I am passing '2012-09-10 00:00:00-05:00'
to a MySQL query. This value is retrieved using the pytz module for Python.
import pytz
class MyClass():
def __init____(self):
self.tz = pytz.timezone(settings.TIME_ZONE)
todaystart = self.tz.localize(datetime.now(self.tz).replace(hour=0, minute=0, second=0, microsecond=0, tzinfo=None), is_dst=None).astimezone(self.tz)
The MySQL query is this, after todaystart
has been substituted in:
SELECT * FROM mytable WHERE created > UNIX_TIMESTAMP(STR_TO_DATE('2012-09-10 00:00:00-05:00','%Y-%m-%d %k:%i:%s') - INTERVAL 1 DAY);
If I execute this query directly, it returns data as expected. If I put this query into code it gives this error: Warning: Truncated incorrect datetime value: '2012-09-09 00:00:00-05:00'
The code I am using is this (within Django):
query = """SELECT * FROM mytable WHERE created > UNIX_TIMESTAMP(STR_TO_DATE('2012-09-10 00:00:00-05:00','%Y-%m-%d %k:%i:%s') - INTERVAL 1 DAY);"""
myCursor = connections[system_db].cursor()
results = myCursor.execute(query) # Dies on this statement
resultcount = results.fetchall()
I didn't see an offset format string in the MySQL docs for str_to_date. I would prefer to keep that offset, as the data is returned for a 3rd party system and by keeping it in place I don't have to do any logic between that return and executing the query with the returned date. However, I don't think it has to do with the offset since it works if I run it directly.
What have I done incorrectly that would cause this Warning
to appear when Python runs the query against MySQL?
-05:00
in the format string in str_to_date, so you get a warning that the string is truncated. warnings aren't an error, so it should work fine in your clients.Query OK, 1 row affected, 1 warning (0.00 sec)
). Other clients might hide them completely.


*How to complete this task*. Determine how many lines below contain the word "Boiling", then state only that figure.

*Dataset entries on figures*.
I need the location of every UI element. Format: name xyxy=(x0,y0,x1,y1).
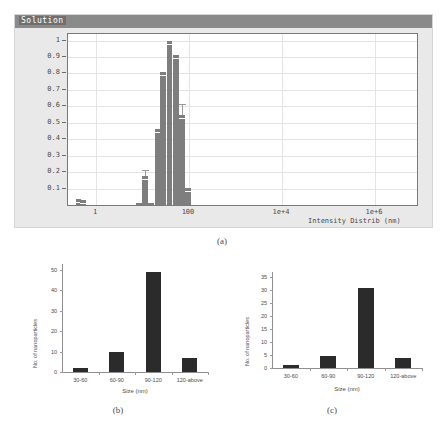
y-axis-tick-label: 25 xyxy=(232,300,267,306)
x-axis-label-b: Size (nm) xyxy=(62,388,208,394)
y-axis-tick-mark-a xyxy=(62,122,66,123)
x-axis-tick-label-a: 1 xyxy=(73,208,117,216)
x-axis-tick-mark xyxy=(347,368,348,371)
panel-a-x-axis-label: Intensity Distrib (nm) xyxy=(308,217,401,225)
x-axis-tick-mark xyxy=(422,368,423,371)
y-axis-tick-mark xyxy=(60,270,63,271)
bar xyxy=(320,356,336,368)
histogram-bar-cap xyxy=(142,179,148,180)
x-axis-category-label: 60-90 xyxy=(99,377,136,383)
bar xyxy=(182,358,197,372)
y-axis-tick-label: 50 xyxy=(18,267,57,273)
y-axis-tick-mark-a xyxy=(62,138,66,139)
y-axis-tick-mark xyxy=(270,277,273,278)
histogram-bar-cap xyxy=(173,58,179,59)
y-axis-tick-label: 5 xyxy=(232,352,267,358)
panel-a-titlebar xyxy=(15,15,432,28)
y-axis-tick-label-a: 0.1 xyxy=(15,184,60,192)
y-axis-tick-label-a: 0.4 xyxy=(15,134,60,142)
histogram-bar xyxy=(167,41,173,205)
x-axis-label-c: Size (nm) xyxy=(272,386,422,392)
y-axis-tick-label: 20 xyxy=(232,313,267,319)
y-axis-tick-label-a: 0.2 xyxy=(15,167,60,175)
y-axis-tick-mark xyxy=(270,368,273,369)
x-axis-tick-mark xyxy=(208,372,209,375)
gridline-horizontal xyxy=(68,90,417,91)
y-axis-tick-label: 0 xyxy=(18,369,57,375)
y-axis-tick-mark xyxy=(60,352,63,353)
gridline-horizontal xyxy=(68,41,417,42)
histogram-bar xyxy=(179,115,185,205)
histogram-bar xyxy=(173,55,179,205)
histogram-bar xyxy=(136,203,142,205)
gridline-horizontal xyxy=(68,57,417,58)
x-axis-tick-label-a: 1e+6 xyxy=(352,208,396,216)
gridline-vertical xyxy=(96,34,97,205)
y-axis-tick-label-a: 0.7 xyxy=(15,85,60,93)
y-axis-tick-mark-a xyxy=(62,155,66,156)
histogram-bar-cap xyxy=(179,118,185,119)
y-axis-tick-mark xyxy=(60,311,63,312)
y-axis-tick-label: 35 xyxy=(232,274,267,280)
x-axis-category-label: 30-60 xyxy=(272,373,310,379)
caption-c: (c) xyxy=(232,405,432,415)
y-axis-tick-label-a: 0.5 xyxy=(15,118,60,126)
y-axis-tick-mark xyxy=(270,355,273,356)
y-axis-tick-label: 20 xyxy=(18,328,57,334)
y-axis-tick-label: 30 xyxy=(232,287,267,293)
y-axis-tick-mark xyxy=(270,329,273,330)
panel-a-title: Solution xyxy=(19,16,66,25)
bar xyxy=(395,358,411,368)
histogram-bar-cap xyxy=(167,44,173,45)
y-axis-tick-label-a: 1 xyxy=(15,36,60,44)
x-axis-tick-mark xyxy=(172,372,173,375)
x-axis-category-label: 30-60 xyxy=(62,377,99,383)
gridline-horizontal xyxy=(68,139,417,140)
y-axis-tick-mark-a xyxy=(62,89,66,90)
y-axis-tick-mark-a xyxy=(62,171,66,172)
y-axis-tick-mark-a xyxy=(62,72,66,73)
bar xyxy=(109,352,124,372)
y-axis-label-b: No. of nanoparticles xyxy=(32,319,38,368)
x-axis-category-label: 120-above xyxy=(385,373,423,379)
gridline-vertical xyxy=(189,34,190,205)
y-axis-tick-mark xyxy=(270,342,273,343)
x-axis-category-label: 60-90 xyxy=(310,373,348,379)
y-axis-tick-label: 0 xyxy=(232,365,267,371)
y-axis-tick-mark xyxy=(60,372,63,373)
x-axis-tick-mark xyxy=(135,372,136,375)
y-axis-tick-label-a: 0.8 xyxy=(15,68,60,76)
gridline-horizontal xyxy=(68,172,417,173)
solution-panel: Solution Intensity Distrib (nm) 0.10.20.… xyxy=(14,14,433,228)
histogram-bar xyxy=(142,176,148,205)
y-axis-tick-mark xyxy=(270,303,273,304)
error-bar-whisker xyxy=(182,104,183,116)
y-axis-tick-label: 10 xyxy=(232,339,267,345)
gridline-vertical xyxy=(375,34,376,205)
gridline-horizontal xyxy=(68,106,417,107)
y-axis-tick-label-a: 0.9 xyxy=(15,52,60,60)
x-axis-category-label: 120-above xyxy=(172,377,209,383)
histogram-bar xyxy=(160,72,166,205)
gridline-horizontal xyxy=(68,123,417,124)
histogram-bar-cap xyxy=(160,75,166,76)
y-axis-tick-label: 15 xyxy=(232,326,267,332)
x-axis-tick-label-a: 1e+4 xyxy=(259,208,303,216)
y-axis-tick-label-a: 0.6 xyxy=(15,101,60,109)
y-axis-line xyxy=(62,264,63,373)
bar xyxy=(358,288,374,368)
y-axis-tick-mark-a xyxy=(62,188,66,189)
gridline-horizontal xyxy=(68,156,417,157)
bar xyxy=(146,272,161,372)
x-axis-category-label: 90-120 xyxy=(347,373,385,379)
nanoparticle-size-chart-b: No. of nanoparticles Size (nm) 010203040… xyxy=(18,258,218,403)
x-axis-tick-mark xyxy=(385,368,386,371)
y-axis-tick-mark-a xyxy=(62,105,66,106)
caption-b: (b) xyxy=(18,405,218,415)
nanoparticle-size-chart-c: No. of nanoparticles Size (nm) 051015202… xyxy=(232,268,432,403)
plot-area-c xyxy=(272,272,422,368)
x-axis-tick-label-a: 100 xyxy=(166,208,210,216)
histogram-bar xyxy=(148,203,154,205)
x-axis-tick-mark xyxy=(310,368,311,371)
caption-a: (a) xyxy=(0,236,444,246)
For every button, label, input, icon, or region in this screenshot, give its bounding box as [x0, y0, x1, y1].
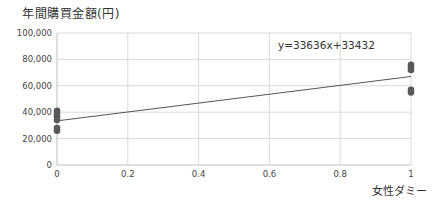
x-tick-label: 0.4 [192, 169, 206, 179]
y-tick-labels: 020,00040,00060,00080,000100,000 [17, 28, 52, 170]
y-tick-label: 80,000 [22, 54, 52, 64]
x-tick-labels: 00.20.40.60.81 [54, 169, 413, 179]
y-tick-label: 0 [47, 160, 52, 170]
trendline-equation: y=33636x+33432 [278, 39, 375, 51]
y-tick-label: 60,000 [22, 81, 52, 91]
trendline-group [57, 76, 411, 120]
data-point [408, 67, 415, 74]
y-tick-label: 100,000 [17, 28, 52, 38]
y-tick-label: 20,000 [22, 134, 52, 144]
x-tick-label: 0.6 [263, 169, 277, 179]
x-tick-label: 0 [54, 169, 59, 179]
x-tick-label: 0.2 [121, 169, 135, 179]
data-point [54, 117, 61, 124]
x-tick-label: 0.8 [333, 169, 347, 179]
trendline [57, 76, 411, 120]
scatter-chart: 020,00040,00060,00080,000100,000 00.20.4… [0, 0, 445, 204]
x-tick-label: 1 [408, 169, 413, 179]
data-point [408, 89, 415, 96]
data-point [54, 127, 61, 134]
y-tick-label: 40,000 [22, 107, 52, 117]
data-points [54, 61, 415, 134]
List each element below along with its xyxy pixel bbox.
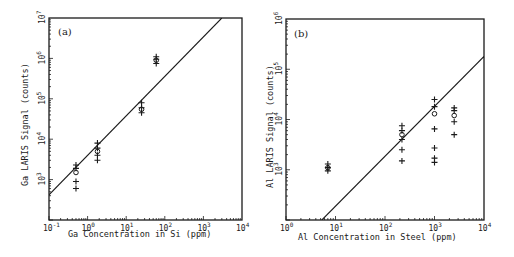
data-point-plus — [73, 186, 79, 192]
data-layer — [49, 18, 222, 195]
x-axis-label-a: Ga Concentration in Si (ppm) — [68, 229, 211, 239]
data-point-plus — [432, 159, 438, 165]
plot-frame — [49, 18, 242, 220]
y-tick-label: 104 — [35, 132, 47, 146]
y-tick-label: 105 — [35, 91, 47, 105]
fit-line — [49, 18, 222, 195]
x-tick-label: 104 — [236, 221, 250, 233]
data-point-plus — [73, 178, 79, 184]
x-tick-label: 10-1 — [43, 221, 60, 233]
panel-label-a: (a) — [58, 26, 72, 37]
x-tick-label: 100 — [280, 221, 294, 233]
data-point-plus — [432, 145, 438, 151]
data-point-mean — [452, 113, 457, 118]
y-tick-label: 103 — [35, 172, 47, 186]
data-point-plus — [432, 97, 438, 103]
fit-line — [322, 56, 484, 220]
data-point-plus — [399, 158, 405, 164]
chart-panel-a: 10-1100101102103104103104105106107 (a) G… — [0, 0, 257, 257]
plot-area-a: 10-1100101102103104103104105106107 — [0, 0, 257, 257]
data-point-plus — [399, 147, 405, 153]
data-point-plus — [94, 157, 100, 163]
data-point-mean — [432, 111, 437, 116]
data-layer — [322, 56, 484, 220]
x-axis-label-b: Al Concentration in Steel (ppm) — [298, 232, 457, 242]
y-axis-label-a: Ga LARIS Signal (counts) — [20, 63, 30, 186]
chart-panel-b: 100101102103104103104105106 (b) Al Conce… — [257, 0, 514, 257]
y-tick-label: 106 — [35, 51, 47, 65]
y-tick-label: 106 — [272, 11, 284, 25]
y-axis-label-b: Al LARIS Signal (counts) — [265, 65, 275, 188]
data-point-plus — [451, 132, 457, 138]
data-point-plus — [451, 119, 457, 125]
panel-label-b: (b) — [294, 28, 308, 39]
data-point-plus — [432, 126, 438, 132]
y-tick-label: 107 — [35, 10, 47, 24]
x-tick-label: 104 — [478, 221, 492, 233]
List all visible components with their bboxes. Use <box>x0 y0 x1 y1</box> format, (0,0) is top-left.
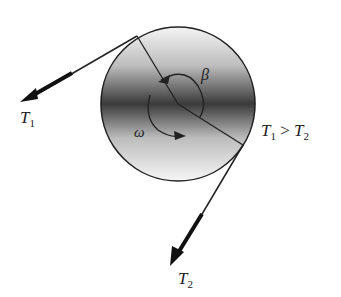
label-omega: ω <box>134 124 145 140</box>
belt-t2-arrow-shaft <box>178 214 202 253</box>
label-t1: T1 <box>20 108 35 129</box>
t1-arrowhead-icon <box>20 88 38 102</box>
label-beta: β <box>200 66 209 84</box>
pulley-diagram: T1 T2 T1 > T2 β ω <box>0 0 341 297</box>
label-t2: T2 <box>178 269 193 290</box>
label-tension-relation: T1 > T2 <box>261 121 309 142</box>
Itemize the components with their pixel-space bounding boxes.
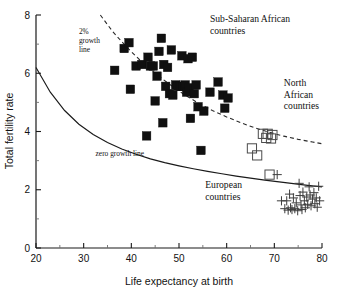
data-point-filled-square	[192, 81, 201, 90]
data-point-filled-square	[190, 89, 199, 98]
data-point-filled-square	[224, 94, 233, 103]
european-label: countries	[205, 191, 240, 202]
x-tick-label: 60	[221, 253, 233, 264]
tick-labels-layer: 2030405060708002468	[24, 10, 328, 265]
y-tick-label: 4	[24, 126, 30, 137]
north-african-label: countries	[284, 100, 319, 111]
data-point-filled-square	[188, 53, 197, 62]
data-point-filled-square	[155, 47, 164, 56]
data-point-filled-square	[110, 66, 119, 75]
zero-growth-label: zero growth line	[96, 149, 145, 158]
x-tick-label: 80	[316, 253, 328, 264]
data-point-filled-square	[197, 146, 206, 155]
x-axis-title: Life expectancy at birth	[125, 275, 233, 287]
chart-canvas: 2030405060708002468 Sub-Saharan Africanc…	[0, 0, 340, 291]
data-point-filled-square	[167, 46, 176, 55]
data-point-filled-square	[199, 107, 208, 116]
north-african-label: African	[284, 89, 313, 100]
data-point-filled-square	[158, 118, 167, 127]
data-point-filled-square	[206, 88, 215, 97]
y-tick-label: 6	[24, 68, 30, 79]
sub-saharan-label: Sub-Saharan African	[210, 13, 290, 24]
data-point-filled-square	[157, 34, 166, 43]
data-point-filled-square	[125, 38, 134, 47]
series-open-square	[247, 129, 277, 179]
data-point-filled-square	[151, 97, 160, 106]
x-tick-label: 30	[78, 253, 90, 264]
data-point-filled-square	[163, 63, 172, 72]
data-point-filled-square	[214, 78, 223, 87]
data-point-filled-square	[220, 104, 229, 113]
y-tick-label: 0	[24, 243, 30, 254]
data-point-filled-square	[153, 72, 162, 81]
north-african-label: North	[284, 77, 307, 88]
data-point-filled-square	[149, 62, 158, 71]
data-point-open-square	[253, 151, 262, 160]
data-point-filled-square	[169, 91, 178, 100]
series-plus	[273, 170, 325, 215]
fertility-life-expectancy-chart: 2030405060708002468 Sub-Saharan Africanc…	[0, 0, 340, 291]
two-percent-growth-label: 2%	[79, 27, 89, 36]
x-tick-label: 50	[173, 253, 185, 264]
data-point-filled-square	[186, 114, 195, 123]
two-percent-growth-label: growth	[79, 36, 100, 45]
x-tick-label: 70	[269, 253, 281, 264]
y-axis-title: Total fertility rate	[3, 93, 15, 170]
two-percent-growth-label: line	[79, 45, 91, 54]
y-tick-label: 8	[24, 10, 30, 21]
data-point-filled-square	[144, 53, 153, 62]
data-point-filled-square	[142, 132, 151, 141]
x-tick-label: 40	[126, 253, 138, 264]
european-label: European	[205, 179, 242, 190]
data-point-filled-square	[126, 85, 135, 94]
sub-saharan-label: countries	[210, 25, 245, 36]
data-point-open-square	[247, 144, 256, 153]
y-tick-label: 2	[24, 184, 30, 195]
series-filled-square	[110, 34, 232, 155]
x-tick-label: 20	[30, 253, 42, 264]
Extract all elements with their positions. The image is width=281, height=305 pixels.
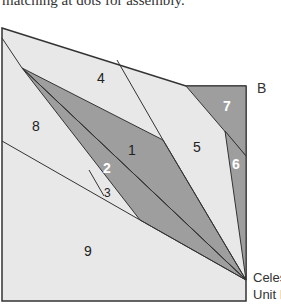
piece-label-4: 4 <box>97 70 105 86</box>
piece-label-5: 5 <box>193 139 201 155</box>
piece-label-8: 8 <box>32 118 40 134</box>
piece-label-2: 2 <box>103 160 111 176</box>
piece-label-3: 3 <box>104 186 111 200</box>
unit-label-line2: Unit I <box>253 287 281 302</box>
quilt-pattern-diagram <box>0 0 281 305</box>
corner-label-b: B <box>257 80 266 96</box>
piece-label-1: 1 <box>128 142 136 158</box>
unit-label-line1: Celes <box>253 270 281 285</box>
piece-label-7: 7 <box>223 98 231 114</box>
piece-label-6: 6 <box>232 156 240 172</box>
piece-label-9: 9 <box>84 243 92 259</box>
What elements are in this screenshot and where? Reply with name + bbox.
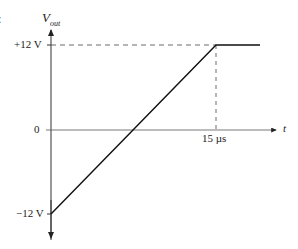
tick-label-time: 15 µs <box>202 132 226 144</box>
x-axis-label: t <box>283 122 286 134</box>
y-axis-label-sub: out <box>50 19 60 28</box>
y-axis-label-main: V <box>42 10 50 25</box>
tick-label-neg: −12 V <box>16 207 44 219</box>
corner-fragment: : <box>0 12 1 27</box>
vout-waveform <box>51 45 260 214</box>
waveform-diagram <box>0 0 298 249</box>
tick-label-pos: +12 V <box>14 38 42 50</box>
y-axis-label: Vout <box>42 10 60 28</box>
tick-label-zero: 0 <box>34 123 40 135</box>
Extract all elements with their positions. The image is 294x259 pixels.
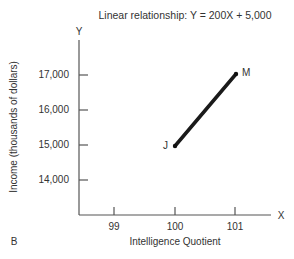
y-tick-label: 15,000 xyxy=(38,139,69,150)
x-ticks: 99 100 101 xyxy=(108,207,243,232)
x-axis-letter: X xyxy=(278,210,285,221)
chart-title: Linear relationship: Y = 200X + 5,000 xyxy=(99,9,272,21)
point-label-j: J xyxy=(163,140,168,151)
point-j xyxy=(173,144,177,148)
y-axis-label: Income (thousands of dollars) xyxy=(8,61,19,193)
x-tick-label: 100 xyxy=(167,221,184,232)
y-ticks: 17,000 16,000 15,000 14,000 xyxy=(38,69,88,185)
point-label-m: M xyxy=(242,67,250,78)
y-tick-label: 16,000 xyxy=(38,104,69,115)
x-tick-label: 101 xyxy=(227,221,244,232)
x-axis-label: Intelligence Quotient xyxy=(129,236,220,247)
y-tick-label: 17,000 xyxy=(38,69,69,80)
chart: Linear relationship: Y = 200X + 5,000 Y … xyxy=(0,0,294,259)
x-tick-label: 99 xyxy=(108,221,120,232)
panel-label: B xyxy=(11,236,18,247)
point-m xyxy=(234,72,238,76)
data-line xyxy=(175,74,236,146)
y-axis-letter: Y xyxy=(76,26,83,37)
y-tick-label: 14,000 xyxy=(38,174,69,185)
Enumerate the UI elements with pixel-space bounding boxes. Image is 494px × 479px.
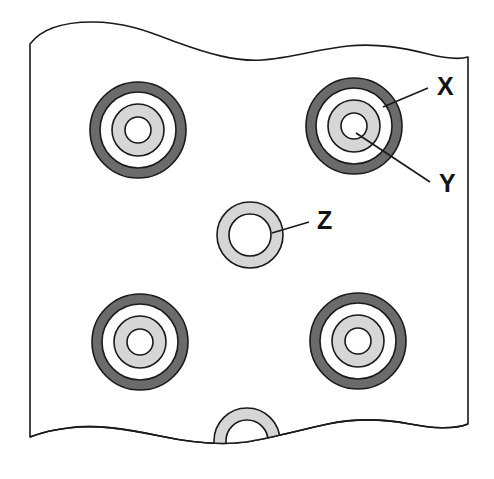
hole-bottom-edge <box>214 408 280 474</box>
counterbore-bore <box>125 117 151 143</box>
hole-bottom-right <box>310 293 406 389</box>
washer-bore <box>229 214 271 256</box>
washer-bore <box>226 420 268 462</box>
counterbore-bore <box>341 113 367 139</box>
hole-bottom-left <box>92 294 188 390</box>
callout-label-z: Z <box>317 206 332 234</box>
diagram-root: X Y Z <box>0 0 494 479</box>
hole-top-left <box>90 82 186 178</box>
hole-top-right <box>306 78 402 174</box>
callout-label-x: X <box>437 72 454 100</box>
callout-label-y: Y <box>439 169 456 197</box>
plate-diagram-svg: X Y Z <box>0 0 494 479</box>
hole-center <box>217 202 283 268</box>
counterbore-bore <box>127 329 153 355</box>
counterbore-bore <box>345 328 371 354</box>
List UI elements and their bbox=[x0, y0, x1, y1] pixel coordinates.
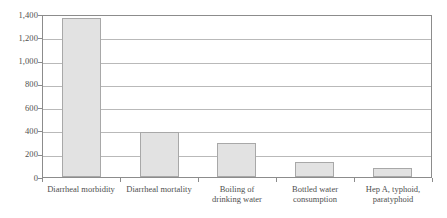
x-tick-mark bbox=[198, 178, 199, 182]
x-tick-mark bbox=[354, 178, 355, 182]
y-tick-label: 1,000 bbox=[0, 57, 38, 66]
y-tick-label: 600 bbox=[0, 104, 38, 113]
bar-chart: 02004006008001,0001,2001,400 Diarrheal m… bbox=[0, 0, 447, 218]
x-axis-label: Diarrheal mortality bbox=[120, 184, 198, 204]
x-axis-label: Hep A, typhoid,paratyphoid bbox=[354, 184, 432, 204]
bar-slot bbox=[276, 16, 354, 177]
x-axis-label-line2: consumption bbox=[277, 194, 353, 204]
x-tick-mark bbox=[120, 178, 121, 182]
bar[interactable] bbox=[295, 162, 334, 177]
x-axis-label-line1: Diarrheal mortality bbox=[126, 184, 191, 194]
bar-slot bbox=[121, 16, 199, 177]
x-tick-mark bbox=[432, 178, 433, 182]
y-tick-label: 0 bbox=[0, 174, 38, 183]
x-axis-ticks bbox=[42, 178, 432, 182]
x-tick-mark bbox=[276, 178, 277, 182]
bar-slot bbox=[198, 16, 276, 177]
x-axis-label-line1: Diarrheal morbidity bbox=[47, 184, 115, 194]
plot-area bbox=[42, 15, 432, 178]
bar[interactable] bbox=[217, 143, 256, 177]
bar[interactable] bbox=[140, 132, 179, 177]
y-tick-label: 400 bbox=[0, 127, 38, 136]
bar-slot bbox=[43, 16, 121, 177]
x-axis-label: Boiling ofdrinking water bbox=[198, 184, 276, 204]
x-axis-label: Diarrheal morbidity bbox=[42, 184, 120, 204]
y-tick-label: 800 bbox=[0, 80, 38, 89]
x-axis-label-line2: paratyphoid bbox=[355, 194, 431, 204]
y-axis: 02004006008001,0001,2001,400 bbox=[0, 0, 38, 218]
x-axis-label-line2: drinking water bbox=[199, 194, 275, 204]
bar-slot bbox=[353, 16, 431, 177]
bar[interactable] bbox=[373, 168, 412, 177]
x-axis-label-line1: Bottled water bbox=[292, 184, 338, 194]
y-tick-label: 1,200 bbox=[0, 34, 38, 43]
bar[interactable] bbox=[62, 18, 101, 178]
x-axis-label-line1: Hep A, typhoid, bbox=[366, 184, 420, 194]
x-axis-label-line1: Boiling of bbox=[220, 184, 255, 194]
x-tick-mark bbox=[42, 178, 43, 182]
x-axis-labels: Diarrheal morbidityDiarrheal mortalityBo… bbox=[42, 184, 432, 204]
x-axis-label: Bottled waterconsumption bbox=[276, 184, 354, 204]
bars bbox=[43, 16, 431, 177]
y-tick-label: 1,400 bbox=[0, 11, 38, 20]
y-tick-label: 200 bbox=[0, 150, 38, 159]
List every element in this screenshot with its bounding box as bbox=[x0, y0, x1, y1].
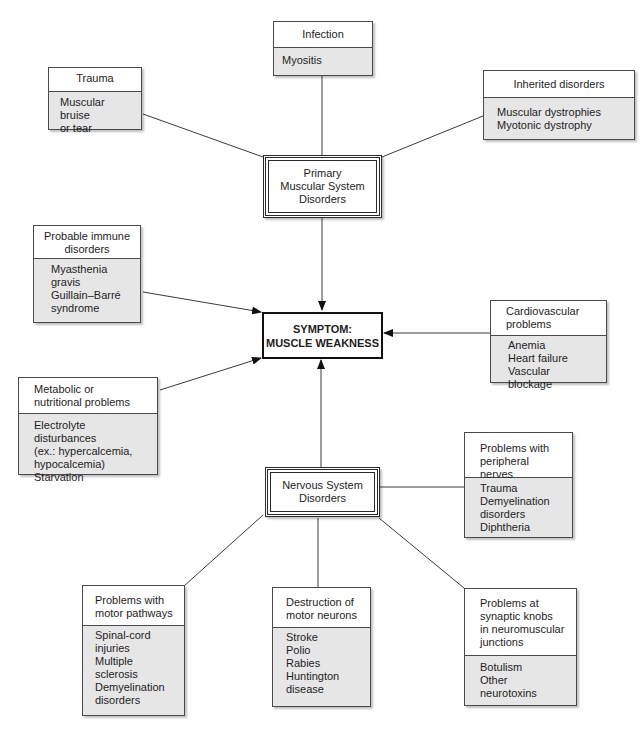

*Solution for this task*. 2